Farrington, a senior at UNH, added that people who feel comfortable attacking each other online often turn quiet in person.
“Most of the people who do that, you know, the Facebook warriors, they won’t say a word,” Farrington said. “They won’t even look you in the eyes.”
Political polarization has made its way into the state legislature, with party leadership both punishing non-conforming viewpoints and taking combative stances on social media.
To some extent, those politics can be performative, the panelists said, and disagreements tend to fade in more casual settings. There’s a persona switch, they said, where personal interactions have a different tone than the staunch debates on the House floor.
Grill chairs a just-for-fun karaoke caucus, which invites legislators to karaoke nights at Tandy’s Pub & Grille in Concord.
“I’ve had some of the most productive conversations about legislation at the bar after hours compared to the kind of debates we have on the floor,” Grill said.
Other young representatives are also looking for ways to bridge the divide, or do to away with it altogether.
Wheeler is known for breaking ranks with Democrats, like his vote to support a bill that would’ve allowed the separation of bathrooms by biological sex instead of gender. He faced a raucous crowd of constituents at a town hall soon after but said it’s important to look beyond the party line.
“I think we have to be willing to break free of the silos,” Wheeler said. “None of us fit into the one-size-fits-all purity politics that we’re told that we’re supposed to fit in by the establishment and cable news pundits.”
One way to encourage that in the Legislature, he said, would be to go back to a mixed seating chart, where Democrats and Republicans are forced to sit next to each other.
Nowadays, the chamber is split down the middle — Democrats on the left, Republicans on the right. The members who sit near the middle, Wheeler said, where the two parties meet, are more prone to asking each other and discussing how they’re going to vote on controversial bills.
“On the two sides of the room, people are sitting there stone-faced because they already know how they’re going to vote,” Wheeler said. “If I were speaker for a day, I would mix the seats again.”

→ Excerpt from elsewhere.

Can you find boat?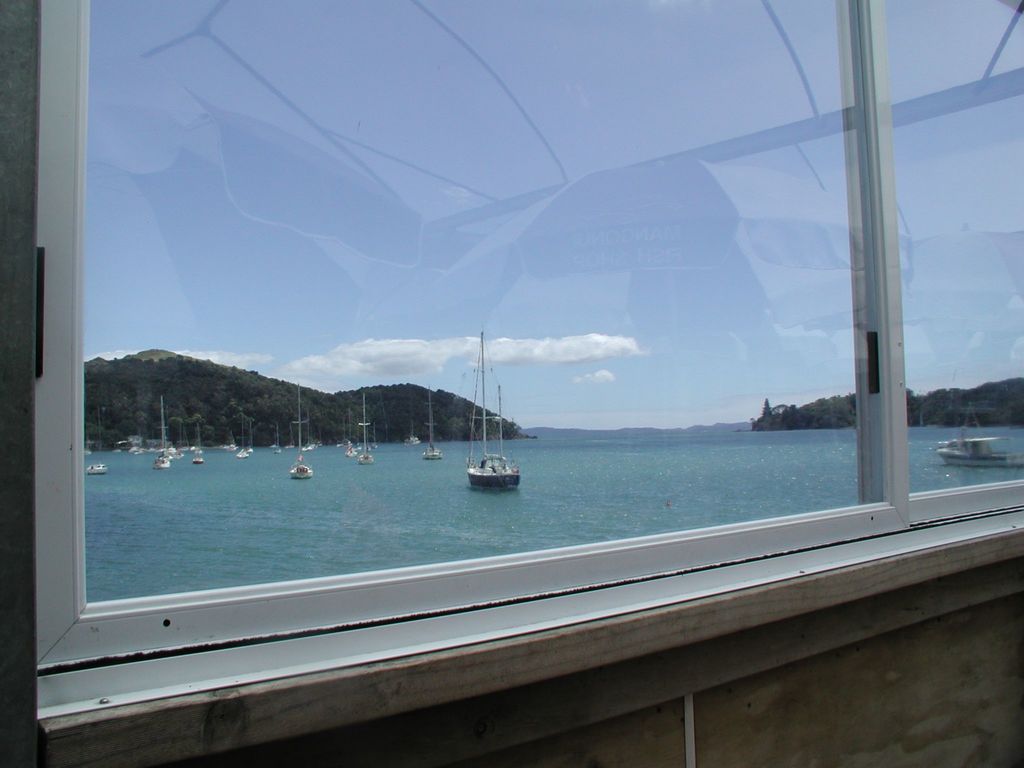
Yes, bounding box: 402,420,415,448.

More broadly, Thibault looks to faith, prayer and expanded free speech to help protect the expression of ideas. The Legislature passed a new law in recent years to make public college campuses in New Hampshire open to free speech, without any designated zones. Thibault hopes to expand that to high schools and is considering proposing a bill to do so in the next couple of years.
Wheeler and Farrington agreed, saying the only way to counter speech you don’t like is to respectfully speak your own mind.
“The only solution to all these problems, you know, civility and yelling and anger — the only solution — is free speech,” Farrington said.